Abstract

Livestreaming shopping, in which streamers showcase products in real time, and viewers interact with peers through bullet comments, has transformed the online shopping experience. Despite its rapid growth, the industry faces persistently high product return rates driven by consumers’ unrealistic expectations, indicating inadequate product diagnosticity. Drawing on signaling theory, this research conceptualizes product demonstrations and bullet comments as two salient signals in the livestreaming shopping context and examines how they individually and interactively influence consumer perceptions of product diagnosticity. Across three randomized experiments, we find that product demonstrations positively affect product diagnosticity. The presence of bullet comments enhances perceived diagnosticity but weakens the positive impact of product demonstrations on diagnosticity. Similarly, the relevance of bullet comments improves diagnosticity while also attenuating the effect of product demonstrations. This study extends signaling theory to the livestreaming shopping domain by introducing a descriptive-demonstrative signaling framework. Moreover, it is the first to theorize bullet comments as signals and to propose a “signal cannibalization” effect arising from multiple, simultaneous signals. The findings offer practical implications for platform managers and streamers on how to strategically integrate product presentations and bullet comments to enhance the effectiveness of livestreaming commerce and the shopping experience of consumers.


— YOUR ASSIGNMENT —
Tell me, please, how many lines in the records below include the word "item". Give no more than the number.
□ □ □ □
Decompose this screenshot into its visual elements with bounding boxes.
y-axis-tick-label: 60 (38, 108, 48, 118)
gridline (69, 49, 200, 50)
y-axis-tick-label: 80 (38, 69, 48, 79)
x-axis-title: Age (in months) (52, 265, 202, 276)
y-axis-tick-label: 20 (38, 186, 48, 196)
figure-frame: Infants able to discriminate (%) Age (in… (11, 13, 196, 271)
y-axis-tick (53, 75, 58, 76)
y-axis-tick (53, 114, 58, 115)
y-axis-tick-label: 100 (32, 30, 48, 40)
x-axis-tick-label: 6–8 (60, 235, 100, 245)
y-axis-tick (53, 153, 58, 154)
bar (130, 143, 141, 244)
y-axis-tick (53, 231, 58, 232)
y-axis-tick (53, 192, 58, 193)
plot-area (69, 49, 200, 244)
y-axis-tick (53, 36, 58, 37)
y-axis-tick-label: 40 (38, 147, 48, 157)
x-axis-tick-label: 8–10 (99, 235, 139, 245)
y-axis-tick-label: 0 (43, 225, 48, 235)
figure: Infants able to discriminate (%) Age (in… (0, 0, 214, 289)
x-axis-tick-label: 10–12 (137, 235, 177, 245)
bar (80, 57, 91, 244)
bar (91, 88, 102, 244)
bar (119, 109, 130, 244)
□ □ □ □
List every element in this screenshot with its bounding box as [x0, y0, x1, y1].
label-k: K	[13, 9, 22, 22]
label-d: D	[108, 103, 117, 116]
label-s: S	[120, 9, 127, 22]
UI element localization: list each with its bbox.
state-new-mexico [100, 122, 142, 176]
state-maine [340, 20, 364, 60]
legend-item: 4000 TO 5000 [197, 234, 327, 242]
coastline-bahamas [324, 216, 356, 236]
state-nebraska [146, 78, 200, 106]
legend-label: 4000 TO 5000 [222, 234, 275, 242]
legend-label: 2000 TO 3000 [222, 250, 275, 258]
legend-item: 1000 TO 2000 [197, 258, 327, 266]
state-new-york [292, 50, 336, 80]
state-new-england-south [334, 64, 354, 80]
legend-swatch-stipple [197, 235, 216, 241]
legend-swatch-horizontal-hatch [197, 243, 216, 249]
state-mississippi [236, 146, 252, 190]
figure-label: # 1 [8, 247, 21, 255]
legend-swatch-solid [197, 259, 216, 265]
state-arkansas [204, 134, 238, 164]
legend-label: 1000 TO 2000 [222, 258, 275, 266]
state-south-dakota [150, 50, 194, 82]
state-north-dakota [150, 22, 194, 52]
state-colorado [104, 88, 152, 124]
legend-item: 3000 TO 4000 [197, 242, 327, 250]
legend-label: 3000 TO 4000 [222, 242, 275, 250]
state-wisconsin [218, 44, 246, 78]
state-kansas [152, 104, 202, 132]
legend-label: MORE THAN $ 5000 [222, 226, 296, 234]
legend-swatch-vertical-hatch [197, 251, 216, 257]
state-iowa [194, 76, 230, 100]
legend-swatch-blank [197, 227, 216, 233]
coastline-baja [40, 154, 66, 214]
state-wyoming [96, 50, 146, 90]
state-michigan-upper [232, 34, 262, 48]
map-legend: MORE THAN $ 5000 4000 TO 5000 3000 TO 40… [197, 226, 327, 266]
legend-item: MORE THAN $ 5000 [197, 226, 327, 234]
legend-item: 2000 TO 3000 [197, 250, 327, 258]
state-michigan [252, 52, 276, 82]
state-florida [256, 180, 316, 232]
□ □ □ □
— WRITTEN REPLY —
5